The report also noted that digital skills comparisons with other nations find U.S. performance mixed and increasingly underwhelming.
In one OECD survey in 2012 involving 14 countries, the U.S. ranked fourth, trailing nations such as New Zealand and Mexico.
International Mediocrity
Meanwhile, a 2021 study by Coursera, an online education provider, ranked the U.S. 29th out of 100 countries and noted despite the rapid rate of digital transformation, U.S. digital skills proficiency falls behind that of many countries in Europe and Asia.
Relative to learners from the 100 other countries in the study, Coursera found U.S. learners lagged behind in a number of digital economy skills, including operating systems, cloud computing, and mathematics, but “show room for growth” in business skills such as communication, entrepreneurship, and leadership and management.
“The United States isn’t worse than the developing world, but it is worse than the developed world,” West said.
“Many of the countries have put more money into education and a greater emphasis on worker retraining programs,” he continued. “Those are areas where the United States has to do better in order to remain competitive.”
Digital skills will become increasingly important in the 21st century as the digital economy contributes more and more to the GDP of all nations, the report explained. In 2016, the digital economy accounted for 22.5 percent of global GDP. In 2022, one estimate pegs its contribution at 60 percent.
Countries that wish to successfully compete in the global digital economy must cultivate workforces possessing the requisite digital skills so that industries, enterprises, and even individuals can thrive in the digital environment, the report maintained.
Broader Challenges
Workforce development, though, is only part of the digital skills problem, Ezell observed.
“The availability of digital platforms inside American households is also a problem,” he noted. “One study found that 23 percent of households don’t own a desktop or laptop computer and more than seven percent of Americans don’t use the internet.”
“The broad challenge of digital literacy is something we have to work on,” he said.
“The availability of alternative forms of education — online universities, massively open online courses — gives us as a society the ability to provide content for additional skills training,” he continued.
“Encouraging greater use of those things would be very helpful,” he added.
In addition, just as the pandemic jolted digital transformation, it is also fueling retraining efforts in organizations.

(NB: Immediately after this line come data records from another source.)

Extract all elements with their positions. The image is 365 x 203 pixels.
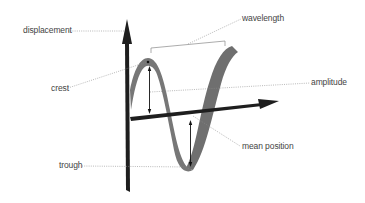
vertical-axis-arrowhead: [122, 19, 132, 44]
leader-wavelength: [188, 19, 241, 44]
label-amplitude: amplitude: [311, 78, 347, 87]
label-wavelength: wavelength: [242, 14, 284, 23]
label-mean-position: mean position: [242, 142, 294, 151]
vertical-axis: [125, 42, 130, 192]
crest-point: [147, 61, 150, 64]
leader-trough: [82, 166, 190, 167]
leader-amplitude: [150, 83, 310, 92]
label-trough: trough: [59, 161, 83, 170]
label-displacement: displacement: [23, 26, 72, 35]
amplitude-arrow-crest: [148, 66, 151, 114]
label-crest: crest: [51, 84, 69, 93]
horizontal-axis-arrowhead: [258, 99, 279, 109]
wavelength-bracket: [151, 41, 225, 53]
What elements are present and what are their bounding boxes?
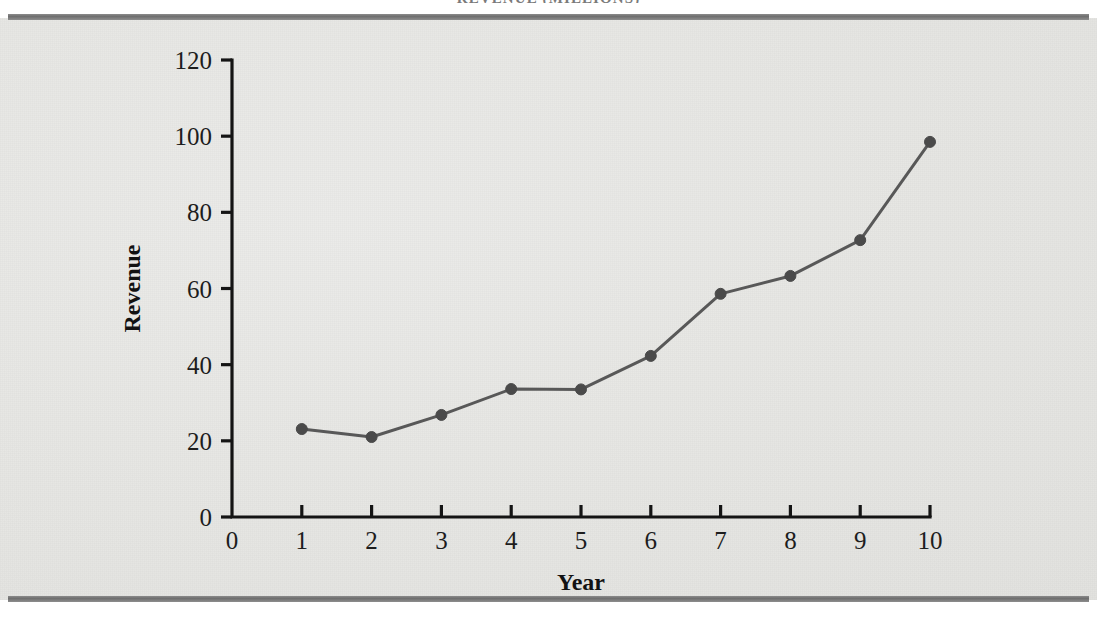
y-tick-label: 60 bbox=[187, 276, 212, 303]
x-tick-label: 4 bbox=[505, 527, 518, 554]
x-tick-label: 9 bbox=[854, 527, 867, 554]
x-tick-label: 3 bbox=[435, 527, 448, 554]
revenue-line-chart: 020406080100120012345678910YearRevenueYe… bbox=[0, 18, 1097, 600]
x-tick-label: 6 bbox=[645, 527, 658, 554]
data-point: Year 7: 58.6 bbox=[715, 288, 726, 299]
data-point: Year 9: 72.7 bbox=[855, 235, 866, 246]
data-point: Year 3: 26.8 bbox=[436, 409, 447, 420]
x-tick-label: 10 bbox=[918, 527, 943, 554]
x-tick-label: 8 bbox=[784, 527, 797, 554]
data-point: Year 2: 21 bbox=[366, 432, 377, 443]
y-tick-label: 120 bbox=[175, 47, 213, 74]
x-tick-label: 5 bbox=[575, 527, 588, 554]
y-axis-title: Revenue bbox=[119, 244, 145, 332]
data-point: Year 10: 98.5 bbox=[925, 136, 936, 147]
series-markers-revenue: Year 1: 23.1Year 2: 21Year 3: 26.8Year 4… bbox=[296, 136, 935, 442]
x-tick-label: 2 bbox=[365, 527, 378, 554]
y-axis: 020406080100120 bbox=[175, 47, 233, 531]
running-title-text: REVENUE (MILLIONS) bbox=[457, 0, 641, 3]
series-line-revenue bbox=[302, 142, 930, 437]
x-tick-label: 1 bbox=[296, 527, 309, 554]
data-point: Year 6: 42.3 bbox=[645, 350, 656, 361]
x-tick-label: 7 bbox=[714, 527, 727, 554]
data-point: Year 8: 63.3 bbox=[785, 270, 796, 281]
y-tick-label: 40 bbox=[187, 352, 212, 379]
y-tick-label: 80 bbox=[187, 199, 212, 226]
x-axis: 012345678910 bbox=[226, 505, 943, 554]
x-axis-title: Year bbox=[557, 569, 605, 595]
axis-spines bbox=[232, 60, 930, 517]
y-tick-label: 0 bbox=[200, 504, 213, 531]
data-point: Year 4: 33.6 bbox=[506, 384, 517, 395]
x-tick-label: 0 bbox=[226, 527, 239, 554]
chart-container: 020406080100120012345678910YearRevenueYe… bbox=[0, 18, 1097, 600]
y-tick-label: 100 bbox=[175, 123, 213, 150]
data-point: Year 1: 23.1 bbox=[296, 424, 307, 435]
scanned-page: REVENUE (MILLIONS) 020406080100120012345… bbox=[0, 0, 1097, 635]
y-tick-label: 20 bbox=[187, 428, 212, 455]
data-point: Year 5: 33.5 bbox=[576, 384, 587, 395]
running-title: REVENUE (MILLIONS) bbox=[0, 0, 1097, 3]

According to a report released in April by global management consulting firm McKinsey, skill-building is more prevalent than it was prior to the pandemic, with 69 percent of organizations doing more skill-building now than they did before the Covid-19 crisis.
“There’s a lot of retraining taking place as the world moves from an industrial to a digital era,” West said. “Both public and private entities are trying to train people for the workforce needs of the 21st century. Over time, this problem will dissipate, but right now, it’s a big issue.”
“Digital skills and the access to them is a very serious diversity, equity, inclusion and national security issue,” added Deidre Diamond, founder and CEO ofCyberSN, a cybersecurity recruiting and career resources firm in Framingham, Mass.
“All humans must be digitally skilled in order for individuals, organizations, governments and societies to thrive,” she added.